Government’s work gets tougher as power moves to the periphery

17 May 2010

Big organisations are under pressure as technology challenges the global balance of power

World events in the past month are open to many interpretations, but there are lessons for those seeking to make the GCC one of the world’s top 10 economies.

Riots in Greece about planned public spending cuts and the mounting dissatisfaction among German voters about the cost of propping up the eurozone have bemused governments in both countries. Depending upon your viewpoint, the culprit is either the idea of forcing economies with little in common into currency union or the imprudence of Greek workers and householders, though it could be a bit of both.

In the UK, elections on 5 May produced the first hung parliament since 1974 and Britain’s first peacetime coalition for more than 70 years. There is no single explanation. One is that the electoral system is defective. But it may also be because the British people have no idea what they want.

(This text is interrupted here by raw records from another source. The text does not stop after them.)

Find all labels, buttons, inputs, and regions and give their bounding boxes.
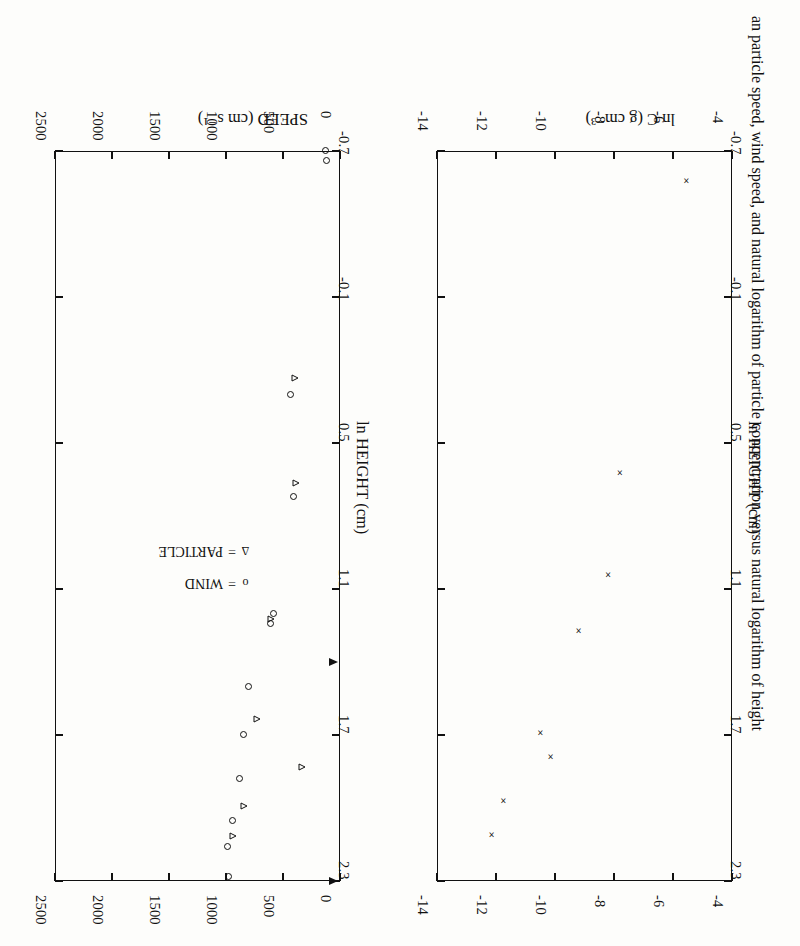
axis-tick-label: 500 — [260, 895, 277, 917]
axis-tick-label: 500 — [260, 111, 277, 133]
axis-tick — [111, 151, 112, 159]
data-point-concentration: × — [488, 831, 495, 838]
axis-tick — [613, 151, 614, 159]
axis-tick-label: 0.5 — [335, 423, 352, 442]
axis-tick — [332, 734, 340, 735]
axis-tick — [724, 588, 732, 589]
data-point-concentration: × — [500, 797, 507, 804]
data-point-concentration: × — [537, 729, 544, 736]
concentration-panel: ln C (g cm⁻³) ln HEIGHT (cm) -4-4-6-6-8-… — [410, 91, 780, 891]
axis-tick — [111, 873, 112, 881]
axis-tick-label: 0.5 — [727, 423, 744, 442]
axis-tick-label: -8 — [591, 895, 608, 907]
axis-tick-label: -14 — [414, 895, 431, 915]
axis-tick-label: 2500 — [32, 895, 49, 925]
axis-arrow-marker — [329, 878, 338, 886]
axis-tick — [55, 296, 63, 297]
axis-tick — [437, 442, 445, 443]
axis-tick-label: 2500 — [32, 111, 49, 141]
data-point-particle — [291, 370, 299, 388]
axis-tick-label: 0 — [317, 111, 334, 118]
axis-tick-label: -12 — [473, 111, 490, 131]
axis-tick — [724, 734, 732, 735]
data-point-particle — [229, 828, 237, 846]
axis-tick — [55, 734, 63, 735]
data-point-concentration: × — [547, 753, 554, 760]
axis-tick-label: 0 — [317, 895, 334, 902]
data-point-particle — [253, 711, 261, 729]
legend-sep-particle: = — [228, 543, 236, 559]
data-point-particle — [298, 759, 306, 777]
axis-tick — [495, 873, 496, 881]
concentration-plot-frame — [437, 151, 732, 881]
axis-tick — [437, 880, 445, 881]
legend-item-particle: Δ = PARTICLE — [158, 543, 250, 559]
axis-tick — [168, 151, 169, 159]
axis-tick — [282, 151, 283, 159]
triangle-icon: Δ — [241, 544, 250, 559]
axis-tick-label: 1.7 — [335, 715, 352, 734]
axis-tick-label: -4 — [709, 895, 726, 907]
axis-tick — [672, 873, 673, 881]
axis-tick-label: 2000 — [89, 111, 106, 141]
data-point-particle — [240, 798, 248, 816]
axis-tick-label: 2.3 — [727, 861, 744, 880]
legend-sep-wind: = — [228, 575, 236, 591]
axis-tick — [724, 442, 732, 443]
data-point-particle — [267, 611, 275, 629]
axis-tick-label: -4 — [709, 111, 726, 123]
axis-tick — [724, 880, 732, 881]
axis-tick-label: 1.1 — [727, 569, 744, 588]
data-point-concentration: × — [605, 571, 612, 578]
data-point-concentration: × — [575, 627, 582, 634]
axis-tick — [613, 873, 614, 881]
axis-tick-label: 1500 — [146, 895, 163, 925]
axis-tick — [436, 151, 437, 159]
axis-tick-label: -0.1 — [727, 277, 744, 301]
axis-tick — [495, 151, 496, 159]
axis-tick-label: -0.7 — [727, 131, 744, 155]
data-point-wind — [225, 873, 232, 880]
axis-tick-label: -6 — [650, 895, 667, 907]
axis-tick-label: -14 — [414, 111, 431, 131]
axis-arrow-marker — [329, 659, 338, 667]
axis-tick — [554, 873, 555, 881]
axis-tick — [672, 151, 673, 159]
axis-tick — [168, 873, 169, 881]
figure-caption-text: an particle speed, wind speed, and natur… — [749, 16, 766, 731]
data-point-particle — [292, 475, 300, 493]
legend-item-wind: o = WIND — [158, 575, 250, 591]
axis-tick — [437, 150, 445, 151]
axis-tick-label: -10 — [532, 111, 549, 131]
circle-icon: o — [241, 576, 250, 591]
data-point-concentration: × — [683, 177, 690, 184]
axis-tick — [437, 588, 445, 589]
legend-label-particle: PARTICLE — [158, 543, 223, 559]
axis-tick — [332, 588, 340, 589]
axis-tick — [54, 151, 55, 159]
data-point-concentration: × — [616, 469, 623, 476]
axis-tick-label: 2000 — [89, 895, 106, 925]
axis-tick — [55, 880, 63, 881]
speed-panel: SPEED (cm s⁻¹) ln HEIGHT (cm) 0050050010… — [30, 91, 400, 891]
axis-tick-label: -8 — [591, 111, 608, 123]
axis-tick — [554, 151, 555, 159]
axis-tick — [55, 588, 63, 589]
axis-tick-label: 1500 — [146, 111, 163, 141]
legend-label-wind: WIND — [185, 575, 223, 591]
speed-yaxis-title: ln HEIGHT (cm) — [352, 421, 372, 534]
axis-tick-label: 1.1 — [335, 569, 352, 588]
axis-tick — [55, 442, 63, 443]
axis-tick-label: 1000 — [203, 111, 220, 141]
figure-caption: an particle speed, wind speed, and natur… — [746, 16, 768, 731]
axis-tick-label: -10 — [532, 895, 549, 915]
axis-tick — [55, 150, 63, 151]
scanned-page: SPEED (cm s⁻¹) ln HEIGHT (cm) 0050050010… — [0, 0, 800, 946]
speed-legend: o = WIND Δ = PARTICLE — [158, 527, 250, 591]
axis-tick-label: 1000 — [203, 895, 220, 925]
axis-tick-label: -0.7 — [335, 131, 352, 155]
axis-tick-label: -0.1 — [335, 277, 352, 301]
axis-tick — [332, 442, 340, 443]
axis-tick — [437, 296, 445, 297]
axis-tick — [282, 873, 283, 881]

Energy company BP is on the rack as a result of oil in the Gulf of Mexico and is blaming offshore oil driller Transocean. American politicians and many US voters, in contrast, are holding the British oil behemoth responsible.

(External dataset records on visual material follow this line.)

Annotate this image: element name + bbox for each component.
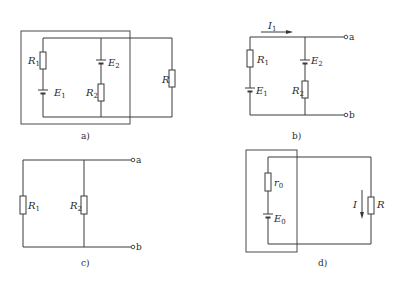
terminal-label-a: a [349,32,355,42]
terminal-label-b: b [349,110,355,120]
label-r1: R1 [27,200,40,213]
label-r: R [376,199,385,210]
terminal-b [344,113,348,117]
wire [43,38,172,117]
label-r: R [161,74,170,85]
panel-d: r0 E0 I R d) [246,150,385,268]
resistor-r2 [98,84,104,101]
label-e2: E2 [310,55,323,68]
resistor-r1 [247,50,253,67]
terminal-a [344,35,348,39]
circuit-figure: R1 E1 E2 R2 R a) a b I1 R1 E1 E2 R2 b) [0,0,401,284]
label-i1: I1 [267,20,276,33]
label-e1: E1 [53,87,66,100]
terminal-label-a: a [136,155,142,165]
terminal-b [131,245,135,249]
label-r1: R1 [27,55,40,68]
terminal-label-b: b [136,242,142,252]
label-e2: E2 [107,57,120,70]
label-r0: r0 [274,177,283,190]
label-e0: E0 [273,213,286,226]
terminal-a [131,158,135,162]
equivalent-source-box [21,31,130,124]
label-r2: R2 [85,87,98,100]
arrowhead-icon [286,30,293,34]
caption-c: c) [81,258,90,268]
panel-b: a b I1 R1 E1 E2 R2 b) [245,20,355,141]
resistor-r-load [368,197,374,214]
resistor-r1 [20,196,26,214]
label-r1: R1 [256,54,269,67]
resistor-r0 [265,173,271,191]
label-e1: E1 [255,85,268,98]
label-i: I [352,199,358,210]
panel-c: a b R1 R2 c) [20,155,142,268]
resistor-r1 [40,52,46,69]
equivalent-source-box [246,150,297,252]
resistor-r-load [169,70,175,87]
caption-d: d) [318,258,327,268]
panel-a: R1 E1 E2 R2 R a) [21,31,175,141]
caption-b: b) [292,131,301,141]
wire [250,37,344,115]
caption-a: a) [81,131,90,141]
arrowhead-icon [360,212,364,219]
label-r2: R2 [69,200,82,213]
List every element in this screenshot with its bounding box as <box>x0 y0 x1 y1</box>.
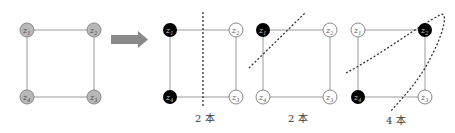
node-z2: z2 <box>229 23 243 37</box>
graph-cut-c: z1 z2 z4 z3 4 本 <box>346 14 444 126</box>
node-z4: z4 <box>20 90 34 104</box>
graph-original: z1 z2 z4 z3 <box>20 23 101 104</box>
node-z2: z2 <box>418 23 432 37</box>
node-z2: z2 <box>323 23 337 37</box>
node-z1: z1 <box>20 23 34 37</box>
max-cut-diagram: z1 z2 z4 z3 z1 z2 z4 z3 2 本 z1 z2 <box>0 0 455 133</box>
cut-count-caption: 4 本 <box>386 114 406 126</box>
node-z4: z4 <box>256 90 270 104</box>
node-z4: z4 <box>351 90 365 104</box>
graph-cut-b: z1 z2 z4 z3 2 本 <box>249 13 337 124</box>
node-z1: z1 <box>351 23 365 37</box>
edges <box>27 30 94 97</box>
node-z3: z3 <box>229 90 243 104</box>
cut-count-caption: 2 本 <box>195 112 215 124</box>
node-z1: z1 <box>163 23 177 37</box>
node-z4: z4 <box>163 90 177 104</box>
cut-line <box>249 13 305 68</box>
node-z3: z3 <box>418 90 432 104</box>
node-z3: z3 <box>323 90 337 104</box>
cut-count-caption: 2 本 <box>288 112 308 124</box>
node-z1: z1 <box>256 23 270 37</box>
graph-cut-a: z1 z2 z4 z3 2 本 <box>163 12 243 124</box>
node-z2: z2 <box>87 23 101 37</box>
node-z3: z3 <box>87 90 101 104</box>
right-arrow-icon <box>111 31 148 48</box>
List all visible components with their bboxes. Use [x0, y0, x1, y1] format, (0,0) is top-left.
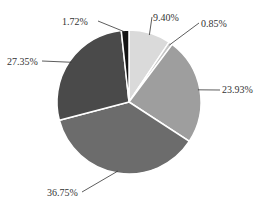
label-slice-5: 27.35% — [7, 56, 38, 67]
label-slice-4: 36.75% — [47, 187, 78, 198]
label-slice-6: 1.72% — [62, 16, 88, 27]
label-slice-3: 23.93% — [222, 84, 253, 95]
leader-line — [170, 23, 199, 45]
leader-line — [82, 171, 118, 192]
leader-line — [98, 21, 125, 32]
leader-line — [149, 17, 152, 35]
leader-line — [42, 61, 71, 62]
pie-chart: 9.40% 0.85% 23.93% 36.75% 27.35% 1.72% — [0, 0, 264, 206]
pie-slices — [57, 30, 201, 174]
label-slice-2: 0.85% — [201, 18, 227, 29]
label-slice-1: 9.40% — [153, 12, 179, 23]
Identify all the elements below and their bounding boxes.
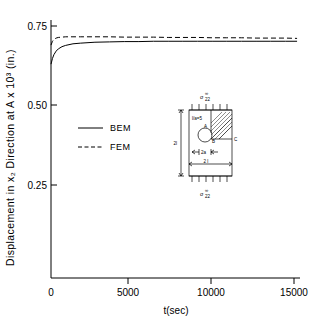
x-ticklabel-15000: 15000 [280,287,308,298]
inset-schematic: σ 22 ∞ [173,91,246,199]
x-ticklabel-5000: 5000 [117,287,140,298]
inset-height-label: 2l [173,141,177,146]
legend-label-fem: FEM [110,142,131,152]
inset-bottom-stress-sub: 22 [205,194,211,199]
inset-span-dimension: 2 l [189,159,232,166]
y-ticklabel-075: 0.75 [28,21,48,32]
chart-legend: BEM FEM [78,123,131,152]
inset-point-c-label: C [234,137,238,142]
inset-top-stress-sub: 22 [205,97,211,102]
series-line-bem [51,41,297,64]
inset-bottom-arrows [189,176,232,182]
inset-bottom-stress-symbol: σ [200,191,204,197]
chart-figure: Displacement in x₂ Direction at A x 10³ … [0,0,332,329]
inset-width-label: 2a [201,150,207,155]
y-ticklabel-050: 0.50 [28,100,48,111]
inset-ratio-label: l/a=5 [192,116,202,121]
inset-point-b-label: B [212,139,215,144]
y-axis-label: Displacement in x₂ Direction at A x 10³ … [4,49,16,266]
inset-bottom-stress-sup: ∞ [205,188,208,193]
inset-hole-circle [198,128,212,142]
inset-point-a-label: A [204,124,207,129]
inset-width-dimension: 2a [192,149,218,155]
y-ticklabel-025: 0.25 [28,180,48,191]
inset-top-stress-symbol: σ [200,94,204,100]
x-ticklabel-10000: 10000 [197,287,225,298]
inset-top-stress-sup: ∞ [205,91,208,96]
chart-svg: Displacement in x₂ Direction at A x 10³ … [0,0,332,329]
inset-top-arrows [189,104,232,110]
inset-span-label: 2 l [204,159,209,164]
x-ticklabel-0: 0 [48,287,54,298]
legend-label-bem: BEM [110,123,131,133]
inset-height-dimension: 2l [173,110,184,176]
x-axis-label: t(sec) [164,305,189,316]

All three events reflect different aspects of a crisis in confidence affecting big organisations since global financial services firm Lehman Brothers, once considered too good to fail, went bust in September 2008. The challenge facing the leaders of BP, the British government, the eurozone and other monster institutions is convincing sceptics, of whom there are now many more millions, that they, despite recent evidence, know what they are doing and where they are going.

These problems have echoes in the GCC. Large organisations seem to have done worse during the economic downturn that smaller ones. Dubai World is seeking to finalise a $28.4bn debt restructuring deal with its creditors. Size and diversification, once seen as the best way of dealing with financial risk, definitely did not work for the conglomerate.

The experiences of the past two years inevitably raise questions about the future of GCC currency union, the region’s most ambitious convergence project, originally scheduled to have come into effect this year. Oman and the UAE have said they will not be part of it. The rest are still sticking to the plan, though when it will come into effect has become less clear.

And yet, there are signs that enthusiasm for mergers and acquisitions, the quick way of becoming big, remains largely undimmed. The value of GCC deals completed in 2009 collapsed, but a recent survey suggested that it could rise to $25bn this year and to $100bn in 2011. Areas seen as being ripe for consolidation include GCC banking. Big, despite the self-destructive recent behavior of many of the world’s largest business corporations, still looks beautiful to bankers. It makes you wonder what lessons have been learned from the credit crunch.

Rattled by a sequence of setbacks since the summer of 2008, leaders of government and business, nevertheless, appear to be convinced that what has happened is either an exceptionally severe cyclical shock or the result of a technical problem that can be resolved. Changes at the top in government; action, such as the coming of the Conservative-Liberal coalition in Britain; action to set up a system of global financial regulation and a bit of reorganisation in the corporate world will be sufficient in their eyes to restore the steady growth seen after the early 1990s.

But if what is happening is more than part of the natural rhythm of life or a sign that the world needs a makeover, including a bit of surgery? What if the future is going to be radically different from the past and that the volatility of the last two years is simply a taste of what is to come?

Optimists argue that there is nothing in conventional economic and political theory to support that line of thinking. But conventional thinking has yet to catch up with the impact of instant electronic communications. Hundreds of millions of people around the world today are better informed and better educated than ever before. It is increasingly difficult to convince them that what they see on satellite television and read on the internet is wrong and that the government and corporation are right after all.

The big change in British politics is not a hung parliament. That’s happened before, though not often. And it is not a coalition. It is the fact that manoeuvrings, previously hidden, were acted out live for every voter to see. It is unlikely that they will be quickly persuaded to return to relying on official announcements.

It is a story repeated across the globe that will have profound implications for the state and business everywhere. Power to control events is irreversibly leaching away from the top. Management and government need a new way of thinking in an era where certainty is a rarity of limited longevity.